Utah has taken a cautious but nationally significant step into psychedelic science. On March 19, Gov. Spencer Cox signed House Bill 390, the Veterans PTSD Clinical Research Amendment, authorizing a state-funded clinical study of psychedelic-assisted therapy for veterans with treatment‑resistant post‑traumatic stress disorder.
Former U.S. Surgeon General Dr. Vivek Murthy declared in 2023 that our newest epidemic is loneliness and isolation. While COVID-19 certainly impacted us, it's not the only factor, and he recognized this as an issue prior to COVID.
As the pandemic closed down schools in 2020, Tracy Jacobson's daughter, like many kids, started to struggle with mental health. "That was probably the beginning of the significant mental illness for Jayden," Jacobson says.
Over the two and a half years following the 2022 rollout of the 988 national suicide prevention hotline, the rate of suicides among young people in the United States dropped 11% below projections, decreasing most sharply in states with a higher volume of answered 988 calls, a new study has found.
The Food and Drug Administration said recently it will offer ultra-fast review to three psychedelic drugs being developed to treat mental health conditions, including depression, the latest step by the Trump administration toward possible approval of the experimental treatments.

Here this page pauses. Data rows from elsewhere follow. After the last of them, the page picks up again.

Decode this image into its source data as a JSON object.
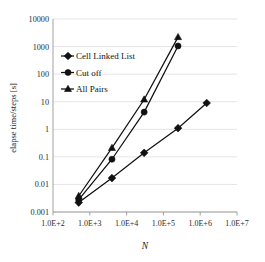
{
  "chart_data": {
    "type": "line",
    "title": "",
    "xlabel": "N",
    "ylabel": "elapse time/steps [s]",
    "xscale": "log",
    "yscale": "log",
    "xlim": [
      100,
      10000000
    ],
    "ylim": [
      0.001,
      10000
    ],
    "grid": true,
    "legend_position": "upper-left-inside",
    "x_tick_labels": [
      "1.0E+2",
      "1.0E+3",
      "1.0E+4",
      "1.0E+5",
      "1.0E+6",
      "1.0E+7"
    ],
    "x_tick_values": [
      100,
      1000,
      10000,
      100000,
      1000000,
      10000000
    ],
    "y_tick_labels": [
      "10000",
      "1000",
      "100",
      "10",
      "1",
      "0.1",
      "0.01",
      "0.001"
    ],
    "y_tick_values": [
      10000,
      1000,
      100,
      10,
      1,
      0.1,
      0.01,
      0.001
    ],
    "series": [
      {
        "name": "Cell Linked List",
        "marker": "diamond",
        "x": [
          500,
          4000,
          30000,
          250000,
          1500000
        ],
        "y": [
          0.0022,
          0.017,
          0.14,
          1.1,
          9.0
        ]
      },
      {
        "name": "Cut off",
        "marker": "circle",
        "x": [
          500,
          4000,
          30000,
          250000
        ],
        "y": [
          0.0028,
          0.082,
          4.2,
          1050
        ]
      },
      {
        "name": "All Pairs",
        "marker": "triangle",
        "x": [
          500,
          4000,
          30000,
          250000
        ],
        "y": [
          0.0038,
          0.21,
          12.0,
          2200
        ]
      }
    ]
  },
  "legend": {
    "entries": [
      {
        "label": "Cell Linked List",
        "marker": "diamond"
      },
      {
        "label": "Cut off",
        "marker": "circle"
      },
      {
        "label": "All Pairs",
        "marker": "triangle"
      }
    ]
  },
  "colors": {
    "ink": "#111111",
    "grid": "#d9d9d9",
    "axis": "#8a8a8a",
    "background": "#ffffff"
  }
}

Aspiring U.S. lawyers should not be required to disclose details of their mental health conditions or treatment in order to become licensed to practice, a key organization has concluded. The National Conference of Bar Examiners has eliminated a question requiring would-be lawyers to report "any condition or impairment" that affects their ability to practice law, including mental, emotional, or nervous disorders or conditions from the sample character and fitness application, opens new tab it provides to states.
Pretend play is a significant and often magical part of childhood. Children have huge imaginations and use these to turn rocks into spaceships, tables into forts or pens into fairies. They might pretend to be "mum" or to "cook dinner."

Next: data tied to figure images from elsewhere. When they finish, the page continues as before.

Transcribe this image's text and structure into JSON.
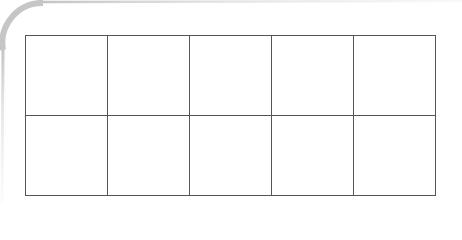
{
  "diagram": {
    "type": "empty-grid",
    "rows": 2,
    "columns": 5,
    "cells": [
      [
        "",
        "",
        "",
        "",
        ""
      ],
      [
        "",
        "",
        "",
        "",
        ""
      ]
    ],
    "colors": {
      "grid_line": "#555555",
      "frame_border": "#c8c8c8",
      "background": "#ffffff"
    }
  }
}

Scientists have identified two specific types of brain cells that behave differently in people with depression, offering a clearer picture of what is happening inside the brain. By analyzing donated brain tissue with advanced genetic tools, the researchers found changes in neurons linked to mood and stress, as well as in immune-related microglia cells. These differences point to disruptions in key brain systems and reinforce that depression is rooted in biology, not just emotions.
Gender-diverse adolescents who experience bullying and live in states with persistently unsupportive gender identity laws are significantly more likely to suffer escalating psychological distress compared to their peers, according to new research by UCLA Health. The findings, published in JAMA Network, draw on one of the largest, most comprehensive adolescent brain development studies in the U.S. The study results suggest that the mental health burden carried by gender-diverse youth is not an inherent consequence of gender diversity but rather is shaped by the social and political environments in which these young people live.
New research using data from the Canadian Longitudinal Study on Aging (CLSA) reveals that employment stability and in-person work buffered older adults against depression during the first year of COVID-19. Older adults who continued working outside the home during the early months of the COVID-19 pandemic experienced better mental health than those who shifted to remote work or lost their jobs, according to a study published in Health Promotion and Chronic Disease Prevention in Canada.
The intricate interplay between hormones and mental health represents a rapidly evolving frontier in psychiatric research and clinical practice. Hormones, once primarily considered regulators of physiological processes such as metabolism, growth, and reproduction, are now recognized as potent neuromodulators that profoundly influence brain development, emotional regulation, cognition, and behavior. This introduction comments upon the critical role of hormones in mental health through specialized lenses.